I work on a Macbook Pro.
I use Leiningen for project automation and Git-Flow (AVH) for a sane Git branching model.
I do not sign my releases, I don't need to for our internal projects.
My misadventure began when I upgraded Leiningen.
$ brew upgrade leiningen
All I wanted was have tests in .cljc files recognized by the test runner. The wheels fell off.
Leiningen has always had the ability to sign releases. I don't use it.
:repositories [["releases" {:sign-releases false
The new Leiningen release process signs tags. This requires a series of tools to be installed and configured correctly, can't be hard.
My first thought was 'bugger that I don't want to sign tags', turns out I'm not the only one. Trumpets sound, our hero arrives. Turns out it's my old colleague Daniel Compton with a patch to Leiningen that disables the signing of tags. Good man.
Short quest that. Unfortunately the ability to --no-sign tags requires explicitly defining the release tasks for each project. I choose not to do that and forge onwards.
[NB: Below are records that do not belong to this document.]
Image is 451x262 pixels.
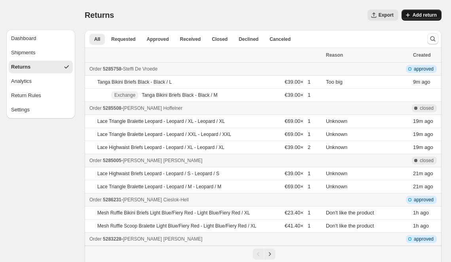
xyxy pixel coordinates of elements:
span: Order [89,197,102,202]
span: €39.00 × 1 [285,92,310,98]
span: Export [379,12,394,18]
p: Lace Highwaist Briefs Leopard - Leopard / XL - Leopard / XL [97,144,224,150]
span: [PERSON_NAME] [PERSON_NAME] [123,158,203,163]
span: €23.40 × 1 [285,209,310,215]
span: approved [414,66,434,72]
button: Export [368,10,399,21]
span: €69.00 × 1 [285,131,310,137]
div: Settings [11,106,30,114]
span: €41.40 × 1 [285,223,310,228]
span: approved [414,196,434,203]
button: Dashboard [9,32,73,45]
time: Thursday, September 18, 2025 at 5:24:03 PM [413,118,423,124]
span: Closed [212,36,228,42]
button: Analytics [9,75,73,88]
p: Mesh Ruffle Scoop Bralette Light Blue/Fiery Red - Light Blue/Fiery Red / XL [97,223,257,229]
span: Order [89,158,102,163]
p: Tanga Bikini Briefs Black - Black / M [142,92,217,98]
span: Steffi De Vroede [123,66,158,72]
div: Shipments [11,49,35,57]
td: Don't like the product [324,219,411,232]
span: Approved [147,36,169,42]
span: 5285005 [103,158,122,163]
button: Search and filter results [428,33,439,44]
span: €69.00 × 1 [285,118,310,124]
span: 5285508 [103,105,122,111]
td: ago [411,219,442,232]
span: Order [89,66,102,72]
nav: Pagination [85,245,442,262]
button: Next [264,248,276,259]
div: Analytics [11,77,32,85]
time: Thursday, September 18, 2025 at 5:34:08 PM [413,79,420,85]
div: - [89,156,321,164]
span: Canceled [270,36,291,42]
td: ago [411,141,442,154]
span: Order [89,105,102,111]
td: Unknown [324,141,411,154]
span: approved [414,236,434,242]
span: Exchange [114,92,135,98]
time: Thursday, September 18, 2025 at 5:22:32 PM [413,170,423,176]
td: ago [411,115,442,128]
button: Shipments [9,46,73,59]
p: Tanga Bikini Briefs Black - Black / L [97,79,172,85]
div: Return Rules [11,91,41,99]
span: Add return [413,12,437,18]
td: Unknown [324,115,411,128]
td: Unknown [324,180,411,193]
span: 5283228 [103,236,122,242]
td: Too big [324,76,411,89]
td: ago [411,128,442,141]
time: Thursday, September 18, 2025 at 4:42:59 PM [413,223,419,228]
span: Returns [85,11,114,19]
span: Received [180,36,201,42]
time: Thursday, September 18, 2025 at 5:24:03 PM [413,144,423,150]
span: closed [420,157,434,164]
span: Declined [239,36,259,42]
span: €39.00 × 1 [285,170,310,176]
span: closed [420,105,434,111]
p: Lace Triangle Bralette Leopard - Leopard / XL - Leopard / XL [97,118,225,124]
time: Thursday, September 18, 2025 at 4:42:59 PM [413,209,419,215]
div: - [89,104,321,112]
td: ago [411,76,442,89]
time: Thursday, September 18, 2025 at 5:24:03 PM [413,131,423,137]
td: Unknown [324,128,411,141]
span: €69.00 × 1 [285,183,310,189]
div: Returns [11,63,30,71]
p: Mesh Ruffle Bikini Briefs Light Blue/Fiery Red - Light Blue/Fiery Red / XL [97,209,250,216]
button: Return Rules [9,89,73,102]
span: Reason [326,52,343,58]
span: Created [413,52,431,58]
span: €39.00 × 1 [285,79,310,85]
td: Unknown [324,167,411,180]
span: [PERSON_NAME] [PERSON_NAME] [123,236,203,242]
span: €39.00 × 2 [285,144,310,150]
span: Order [89,236,102,242]
p: Lace Triangle Bralette Leopard - Leopard / XXL - Leopard / XXL [97,131,231,137]
span: [PERSON_NAME] Cieslok-Hell [123,197,189,202]
span: 5286231 [103,197,122,202]
p: Lace Triangle Bralette Leopard - Leopard / M - Leopard / M [97,183,222,190]
span: Requested [111,36,135,42]
span: 5285758 [103,66,122,72]
time: Thursday, September 18, 2025 at 5:22:32 PM [413,183,423,189]
span: [PERSON_NAME] Hoffelner [123,105,183,111]
td: ago [411,167,442,180]
button: Settings [9,103,73,116]
button: Add return [402,10,442,21]
td: ago [411,206,442,219]
div: Dashboard [11,34,36,42]
div: - [89,65,321,73]
td: Don't like the product [324,206,411,219]
button: Returns [9,61,73,73]
td: ago [411,180,442,193]
p: Lace Highwaist Briefs Leopard - Leopard / S - Leopard / S [97,170,219,177]
div: - [89,196,321,204]
div: - [89,235,321,243]
span: All [94,36,100,42]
The Leiningen GPG guide gives perfectly good advice on installing gnupg, on creating a key-pair, and on configuring the public key for signing releases.
$ brew install gnupg
Done! I run my release process and it prompts me to enter my passphrase, easy beans. But wait, no input is accepted from the command-line but the enter-key? I repeatedly fail to enter my passphrase and sulk.
I climb from my hole to find some assistance within the Leiningen Deploy guide:
Due to a bug in gpg you currently need to use gpg-agent and have already unlocked your key
$ brew install gpg-agent
Done! With a little configuration (see: below) gpg-agent is configured and running.
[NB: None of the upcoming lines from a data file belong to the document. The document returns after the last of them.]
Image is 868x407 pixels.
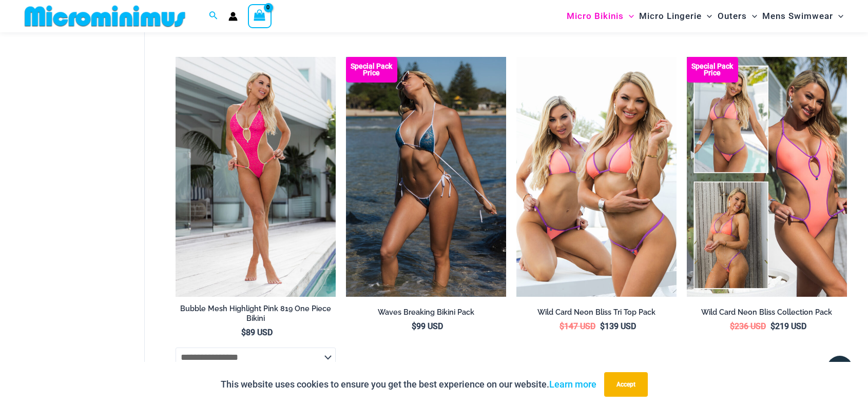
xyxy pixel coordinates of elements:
a: Waves Breaking Ocean 312 Top 456 Bottom 08 Waves Breaking Ocean 312 Top 456 Bottom 04Waves Breaki... [346,57,506,297]
span: Menu Toggle [833,3,844,29]
a: Learn more [550,380,597,390]
a: Bubble Mesh Highlight Pink 819 One Piece Bikini [175,304,336,328]
img: Bubble Mesh Highlight Pink 819 One Piece 01 [175,57,336,297]
a: Waves Breaking Bikini Pack [346,308,506,321]
img: Waves Breaking Ocean 312 Top 456 Bottom 08 [346,57,506,297]
bdi: 89 USD [241,328,273,338]
span: Mens Swimwear [763,3,833,29]
img: Collection Pack (7) [687,57,847,297]
span: $ [730,321,734,332]
span: Menu Toggle [747,3,757,29]
span: $ [771,321,775,332]
span: Menu Toggle [702,3,712,29]
p: This website uses cookies to ensure you get the best experience on our website. [221,377,597,393]
span: Micro Bikinis [567,3,623,29]
a: Wild Card Neon Bliss Tri Top Pack [517,308,677,321]
a: Bubble Mesh Highlight Pink 819 One Piece 01Bubble Mesh Highlight Pink 819 One Piece 03Bubble Mesh... [175,57,336,297]
bdi: 139 USD [600,321,636,332]
span: $ [600,321,605,332]
a: Micro LingerieMenu ToggleMenu Toggle [637,3,715,29]
h2: Waves Breaking Bikini Pack [346,308,506,317]
bdi: 219 USD [771,321,807,332]
span: $ [560,321,565,332]
a: Wild Card Neon Bliss Tri Top PackWild Card Neon Bliss Tri Top Pack BWild Card Neon Bliss Tri Top ... [517,57,677,297]
a: Wild Card Neon Bliss Collection Pack [687,308,847,321]
a: Micro BikinisMenu ToggleMenu Toggle [565,3,637,29]
h2: Bubble Mesh Highlight Pink 819 One Piece Bikini [175,304,336,323]
bdi: 99 USD [412,321,443,332]
a: Collection Pack (7) Collection Pack B (1)Collection Pack B (1) [687,57,847,297]
button: Accept [605,372,648,397]
span: $ [412,321,417,332]
a: View Shopping Cart, empty [248,4,271,28]
h2: Wild Card Neon Bliss Collection Pack [687,308,847,317]
span: $ [241,328,246,338]
span: Menu Toggle [623,3,634,29]
bdi: 236 USD [730,321,766,332]
nav: Site Navigation [563,2,848,31]
a: Account icon link [229,12,237,21]
a: Search icon link [209,9,219,23]
img: MM SHOP LOGO FLAT [20,5,189,28]
bdi: 147 USD [560,321,595,332]
b: Special Pack Price [346,63,397,76]
b: Special Pack Price [687,63,738,76]
h2: Wild Card Neon Bliss Tri Top Pack [517,308,677,317]
span: Outers [718,3,747,29]
img: Wild Card Neon Bliss Tri Top Pack [517,57,677,297]
a: OutersMenu ToggleMenu Toggle [715,3,760,29]
a: Mens SwimwearMenu ToggleMenu Toggle [760,3,846,29]
span: Micro Lingerie [639,3,702,29]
Wait, gpg-agent isn't working? After configuring the error logs I note that it can't launch pinentry, after some digging I find that GPG-TTY must be set.
Done! Nearly. It turns out that the reason Leiningen requires gpg-agent is there is a bug that makes it hard to enter credentials via the same terminal window the release task is running in (I did manage it once).
At this point I verged off on a misadventure starting gpg-agent in a lenient mode and presetting the password (so that I would never be prompted, no pinentry required).
$ eval $(gpg-agent --daemon --allow-preset-passphrase)
$ /usr/local/opt/gpg-agent/libexec/gpg-preset-passphrase --passphrase my-passphrase --preset 81440C12501230BFDC9728FC3BFD789684305A6EE76
That works, but it's quite unpleasant. A better solution is to install pinentry-mac (which launches an application window) and configure gpg-agent to use that instead.
brew install pinentry-mac
Done! Now I am successfully signing tags as I release. Unfortunately at this point my release process failed because Leiningen and Git Flow were both generating tags that conflicted with each other, fortunately there's a straight forward solution to that (again, below).
Install gnupg, gpg-agent, pinentry-mac.
$ brew install gnupg
$ brew install gpg-agent
$ brew install pinentry-mac
Configure gnupg to use an agent (remove the leading #).
$ vi ~/.gnupg/gpg.conf
---
# We support the old experimental passphrase agent protocol as well as
# the new Assuan based one (currently available in the "newpg" package
# at ftp.gnupg.org/gcrypt/alpha/aegypten/). To make use of the agent,
# you have to run an agent as daemon and use the option
#
use-agent
Configure the gpg-agent, most importantly to use pinentry-mac
$ vi ~/.gnupg/gpg-agent.conf
---
default-cache-ttl 600
max-cache-ttl 7200
pinentry-program /usr/local/bin/pinentry-mac
write-env-file /Users/derek/.gnupg/gpg-agent-info
log-file /Users/derek/.gnupg/gpg-agent.log
Create your key-per as per the Leiningen guide, configure your key per project if required.
Start the agent
$ eval $(gpg-agent --daemon)
Confirm you are in a happy place (a mac window will pop up asking for your password)
% echo "test" | gpg -ase !10003
You need a passphrase to unlock the secret key for
user: "Derek Troy-West <[email protected]>"
2048-bit RSA key, ID 55A6EE76, created 2016-04-15
At this point Leiningen will happily release, signing your tags (and more) via gnupg using gpg-agent.
The latest version of the Leiningen release task creates tags that conflict with Git Flow Release, you can configure Leiningen to prefix tags, or name Git Flow tags differently, but who wants to tag a release twice?
A better solution, provided by my colleague Mark Derricut, is to tell Git Flow to release without a tag.